== Exercise brief ==
Search the listing below for "screenshot". Copy each matching line.

== Exercise inputs ==

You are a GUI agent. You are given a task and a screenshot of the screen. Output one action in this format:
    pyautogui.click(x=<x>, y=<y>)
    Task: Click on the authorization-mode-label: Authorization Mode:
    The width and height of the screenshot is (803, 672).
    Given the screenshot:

== Response area ==
You are a GUI agent. You are given a task and a screenshot of the screen. Output one action in this format:
    The width and height of the screenshot is (803, 672).
    Given the screenshot:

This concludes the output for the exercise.